Simulated Author's Rebuttal

3 responses · 0 unresolved

We thank the referee for their constructive and detailed comments. We address each major comment point by point below, indicating planned revisions to the manuscript where appropriate.

read point-by-point responses
  1. Referee: [Abstract, §4] Abstract and §4 (PopQA results): the reported 90% repair and 69% elimination rates are presented without error bars, without the precise head-selection procedure, and without an ablation of the patching protocol itself. These quantities are load-bearing for the central claim yet lack the statistical and methodological detail needed for verification.

    Authors: We agree that the reported rates require additional statistical and methodological detail for full verifiability. In the revised manuscript we will add error bars computed across multiple random seeds to the 90% and 69% figures in both the abstract and §4. We will also expand the description of the head- and layer-selection procedure with explicit metrics, thresholds, and selection criteria. Finally, we will include an ablation comparing the full patching protocol against random-component and layer-only baselines. These additions will be incorporated into §4. revision: yes

  2. Referee: [§3, §5] §3 (activation-patching protocol) and §5 (discussion of mechanism): no experiment holds generated answer content fixed while varying only source-grounding evidence. Preservation of answer accuracy therefore does not rule out effects on a generic 'emit citation token' policy or downstream formatting circuitry rather than on attribution verification.

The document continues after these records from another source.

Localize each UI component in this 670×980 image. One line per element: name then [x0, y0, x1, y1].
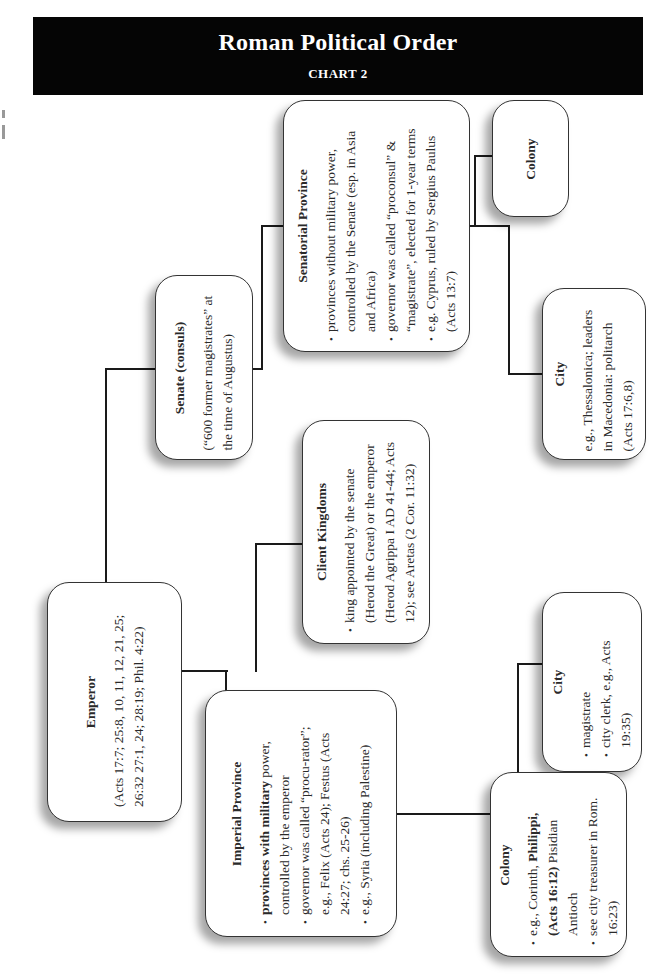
- chart-subtitle: CHART 2: [33, 66, 643, 82]
- connector-colony-up: [517, 663, 519, 773]
- node-imperial-city: City magistrate city clerk, e.g., Acts 1…: [542, 592, 642, 772]
- connector-emperor-to-senate-vertical: [105, 368, 107, 583]
- node-title: Senate (consuls): [170, 285, 190, 450]
- bullet-item: governor was called “proconsul” & “magis…: [381, 111, 421, 341]
- connector-client-horizontal: [255, 543, 302, 545]
- node-title: Imperial Province: [227, 704, 247, 924]
- node-title: Colony: [495, 785, 515, 945]
- connector-emperor-right: [180, 670, 228, 672]
- node-senatorial-colony: Colony: [492, 100, 569, 217]
- bullet-list: magistrate city clerk, e.g., Acts 19:35): [576, 607, 636, 757]
- bullet-item: governor was called “procu-rator”; e.g.,…: [295, 704, 355, 924]
- connector-imperial-right: [395, 813, 495, 815]
- node-imperial-colony: Colony e.g., Corinth, Philippi, (Acts 16…: [490, 772, 627, 957]
- connector-client-vertical: [255, 543, 257, 672]
- bullet-item: king appointed by the senate (Herod the …: [340, 432, 420, 632]
- bullet-item: provinces with military power, controlle…: [255, 704, 295, 924]
- node-title: City: [548, 607, 568, 757]
- node-imperial-province: Imperial Province provinces with militar…: [205, 690, 397, 937]
- node-title: Client Kingdoms: [312, 432, 332, 632]
- node-note: (“600 former magistrates” at the time of…: [198, 285, 238, 450]
- bullet-text: e.g., Corinth,: [525, 861, 540, 935]
- node-emperor: Emperor (Acts 17:7; 25:8, 10, 11, 12, 21…: [47, 582, 182, 822]
- bullet-item: e.g., Corinth, Philippi, (Acts 16:12) Pi…: [523, 785, 583, 945]
- bullet-list: provinces without military power, contro…: [321, 111, 461, 341]
- connector-colony-branch: [474, 155, 476, 227]
- node-note: (Acts 17:7; 25:8, 10, 11, 12, 21, 25; 26…: [109, 597, 149, 807]
- node-senate: Senate (consuls) (“600 former magistrate…: [155, 275, 253, 460]
- connector-city-horizontal: [508, 373, 542, 375]
- node-senatorial-city: City e.g., Thessalonica; leaders in Mace…: [542, 288, 646, 460]
- bullet-item: see city treasurer in Rom. 16:23): [583, 785, 623, 945]
- node-note: e.g., Thessalonica; leaders in Macedonia…: [578, 297, 638, 452]
- connector-senatorial-horizontal: [261, 225, 285, 227]
- bullet-item: city clerk, e.g., Acts 19:35): [596, 607, 636, 757]
- bullet-item: e.g., Syria (including Palestine): [355, 704, 375, 924]
- connector-senatorial-vertical: [261, 225, 263, 370]
- margin-mark: [2, 110, 5, 118]
- bullet-list: provinces with military power, controlle…: [255, 704, 375, 924]
- bullet-item: e.g. Cyprus, ruled by Sergius Paulus (Ac…: [421, 111, 461, 341]
- margin-mark: [2, 125, 5, 139]
- node-client-kingdoms: Client Kingdoms king appointed by the se…: [302, 420, 430, 644]
- bullet-item: provinces without military power, contro…: [321, 111, 381, 341]
- connector-city-tick: [517, 663, 542, 665]
- connector-colony-tick: [474, 155, 492, 157]
- node-title: Colony: [521, 109, 541, 209]
- bullet-list: e.g., Corinth, Philippi, (Acts 16:12) Pi…: [523, 785, 623, 945]
- node-title: Senatorial Province: [293, 111, 313, 341]
- node-title: City: [550, 297, 570, 452]
- connector-city-vertical: [508, 225, 510, 375]
- chart-title-bar: Roman Political Order CHART 2: [33, 17, 643, 95]
- node-title: Emperor: [81, 597, 101, 807]
- connector-senate-horizontal: [105, 368, 160, 370]
- bold-lead: provinces with military: [257, 781, 272, 915]
- bullet-item: magistrate: [576, 607, 596, 757]
- node-senatorial-province: Senatorial Province provinces without mi…: [283, 100, 470, 352]
- chart-title: Roman Political Order: [33, 29, 643, 56]
- bullet-list: king appointed by the senate (Herod the …: [340, 432, 420, 632]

    Authors: The activation-patching protocol holds the input prompt (question plus retrieved documents) fixed and intervenes only on internal activations of the identified components. This design isolates changes to attribution computation while the evidence remains constant. We will revise §3 to emphasize this isolation and expand §5 to discuss why a fully fixed-answer-content experiment is difficult in autoregressive generation, where citation decisions are entangled with content production. We maintain that the component-specific nature of the interventions supports attribution rather than generic formatting, but we acknowledge the referee's point on the limits of the current controls. revision: partial

  3. Referee: [§4.3] §4.3 (HotpotQA transfer): the claim that the component set 'moves citation rates in the intended direction' and is 'not dataset-specific' rests on modest, directional changes without reported effect sizes, statistical tests, or a quantitative comparison to PopQA. This weakens the generalization argument.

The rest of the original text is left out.